It could be construed as an insult, but not as a personal insult. It is you who drives the tone of your "debates".
Let's assume for the sake of discussion that you have 50 years of extensive tennis knowledge -- this does not cure your general lack of knowledge of the effects of doping, and your lack of ability to demonstrate that doping causes or can cause the effects you observed.
Skepticism about Nadal from anti-doping experts, from professionals on the tour, and from top WADA officials speak to prevalence and personal faith, but do not bring, nor rely on, knowledge about the effects of doping on performance. This is why you say "they believe Nadal dopes". These expressions of belief carry very little substantive weight.
It is one thing to say that Nadal dopes, but it is quite another to say certain achievements "show doping". What I bring to the conversation is skepticism to your mythical claims like "only doping prolongs careers", and "the defeat of a 33 year old by a 34 year old, on clay, by the best clay player, can only be achieved by doping, therefore Nadal shows doping".
If you actually had any fruit to bring to a fruitful debate, you could show this fruit. Instead you avoid the fruitful exchange when prompted to provide more substance, in favor of personal accusations questioning "ability to grasp" or diverging into some tangential obsession with farm animals.
If you want debates to be fruitful, you must stop building scarecrows, and stop insulting those who ask you to provide some fruit.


#### [TASK BRIEF]
From the entries below, count the lines with "diagram". Write only the count.

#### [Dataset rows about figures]
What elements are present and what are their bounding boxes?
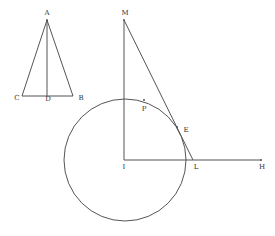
label-P: P xyxy=(142,105,147,113)
triangle-figure: A C D B xyxy=(14,9,83,103)
point-P xyxy=(143,99,145,101)
label-L: L xyxy=(194,163,199,171)
geometry-diagram: A C D B M P E I L H xyxy=(0,0,275,236)
label-D: D xyxy=(45,95,51,103)
point-E xyxy=(176,126,178,128)
point-A xyxy=(46,19,48,21)
point-H xyxy=(260,159,262,161)
segment-AB xyxy=(47,20,73,96)
circle-figure: M P E I L H xyxy=(64,9,265,221)
label-A: A xyxy=(43,9,50,17)
label-M: M xyxy=(121,9,128,17)
label-E: E xyxy=(183,126,188,134)
segment-ML-tangent xyxy=(124,20,193,160)
label-B: B xyxy=(78,94,83,102)
point-M xyxy=(123,19,125,21)
label-I: I xyxy=(123,163,126,171)
label-H: H xyxy=(259,163,265,171)
segment-AC xyxy=(22,20,47,96)
label-C: C xyxy=(14,94,19,102)
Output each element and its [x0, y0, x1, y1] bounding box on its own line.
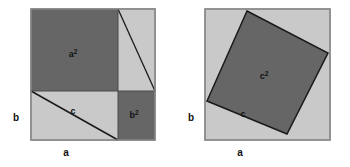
proof-diagram-canvas: a2 b2 c b a c2 c b a: [0, 0, 350, 167]
left-side-a-label: a: [63, 147, 69, 158]
left-side-b-label: b: [13, 112, 19, 123]
right-c-label: c: [240, 109, 245, 119]
pythagorean-proof-figure: a2 b2 c b a c2 c b a: [0, 0, 350, 167]
right-panel: c2 c b a: [188, 9, 330, 158]
right-side-a-label: a: [237, 147, 243, 158]
left-c-label: c: [70, 106, 75, 116]
right-side-b-label: b: [188, 112, 194, 123]
left-panel: a2 b2 c b a: [13, 9, 155, 158]
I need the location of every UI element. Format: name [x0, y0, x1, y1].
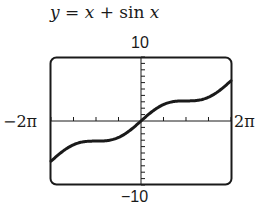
plot-area — [0, 0, 273, 216]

#### [RESPONSE]
2